Experts Caution Against Bias In AI’s Work

Organised in collaboration with American Corner Hyderabad and Centle, the two-day workshop showed students how no-code platforms could be used to build working AI agents, with no programming background required.

Update: 2025-06-20 21:45 GMT
“This isn’t just about technology, it’s about choices, who builds it, how it’s used, and what values are embedded in it,” said Melissa Nandula, American Spaces Programming Coordinator at Hyderabad.—Internet

Hyderabad: What happens when AI isn’t just answering prompts, but making decisions, completing tasks, and acting independently? At St Francis College for Women, students from across Hyderabad got hands-on with agentic AI, a model that shifts AI from passive automation to intelligent, goal-driven systems that can perform complex functions like drafting job applications, responding to emails, summarising news, or conducting research.

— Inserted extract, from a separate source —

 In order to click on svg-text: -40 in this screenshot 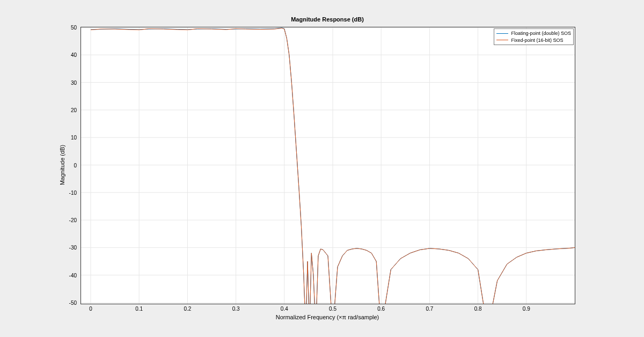, I will do `click(73, 276)`.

“This isn’t just about technology, it’s about choices, who builds it, how it’s used, and what values are embedded in it,” said Melissa Nandula, American Spaces Programming Coordinator at Hyderabad. “Agentic AI is going to shape how people work, communicate, and solve problems. But that means we also have to ask tough questions about trust, responsibility, and ethics.”

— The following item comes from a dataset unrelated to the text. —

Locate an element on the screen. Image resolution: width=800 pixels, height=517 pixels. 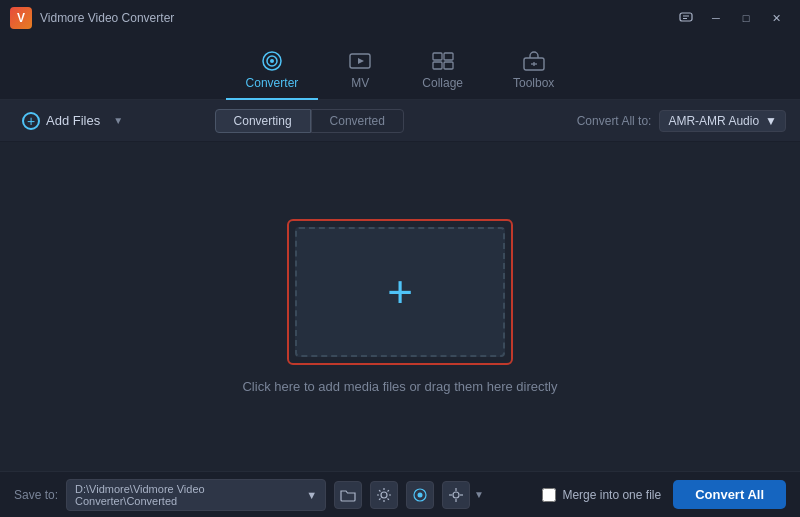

Organised in collaboration with American Corner Hyderabad and Centle, the two-day workshop showed students how no-code platforms could be used to build working AI agents, with no programming background required. But alongside the technical, the focus remained firmly on context and consequence.

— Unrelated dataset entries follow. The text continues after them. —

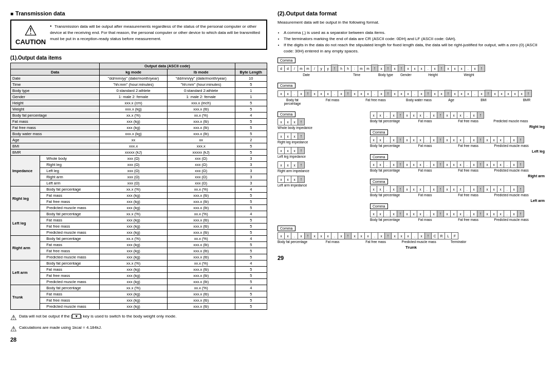 This screenshot has height=392, width=555. What do you see at coordinates (457, 146) in the screenshot?
I see `rl-seg-labels: Body fat percentage Fat mass Fat free ma…` at bounding box center [457, 146].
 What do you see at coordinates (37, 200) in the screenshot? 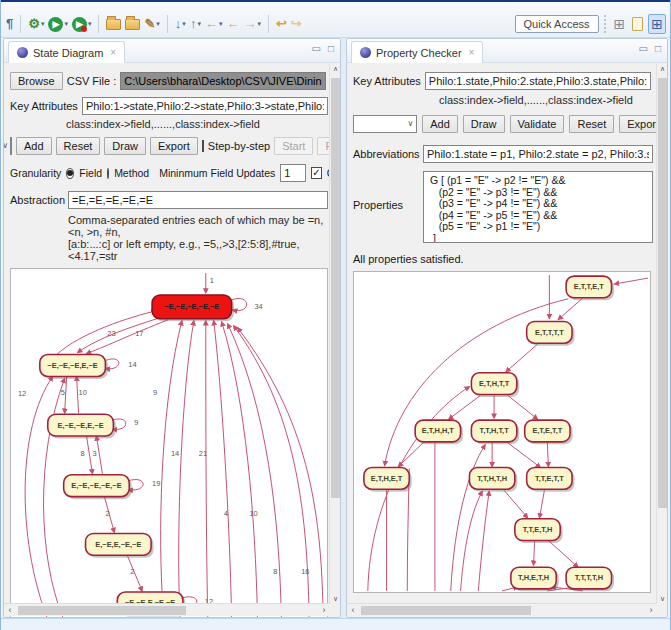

“We want students to see that AI isn’t magic. It’s a system built by people, for people,” said Sai Krishna, co-founder of Centle. “If we’re giving AI goals, we have to understand whose goals those are, and what happens if they’re wrong.”

During a panel discussion on AI in Command: Ethics, Autonomy, and Accountability, Rakesh Dubbudu, the founder of Factly, warned against the temptation to treat AI systems as neutral tools. “If a system denies someone benefits or makes a life-impacting decision, who answers for that?” he asked. “We can’t let ‘the AI did it’ become the new excuse.”

Padmashree, assistant professor at St Francis, said students must learn to question not just what AI does, but what it shouldn’t do. “Bias isn’t a bug, it’s a design choice we often fail to notice. We have to be intentional about what we’re building into these agents.”

Prof T. Uma Joseph, principal, said the real goal is to shape informed creators, not just users. “Agentic AI marks a turning point, we’re moving from tools that serve instructions to agents that interpret, decide, and act. And that comes with civic responsibility.”

The event concluded with remarks by Veena Thangavelu, political-economic officer, who urged students to step into leadership roles in emerging tech. “Workshops like this are about more than skills. They’re about shaping the values that guide how AI evolves, and you don’t need to be a coder to do that.”

Around 175 participants from colleges across Hyderabad took part in the programme, building their own AI agents, engaging in critical dialogue, and coming face to face with the bigger questions AI raises.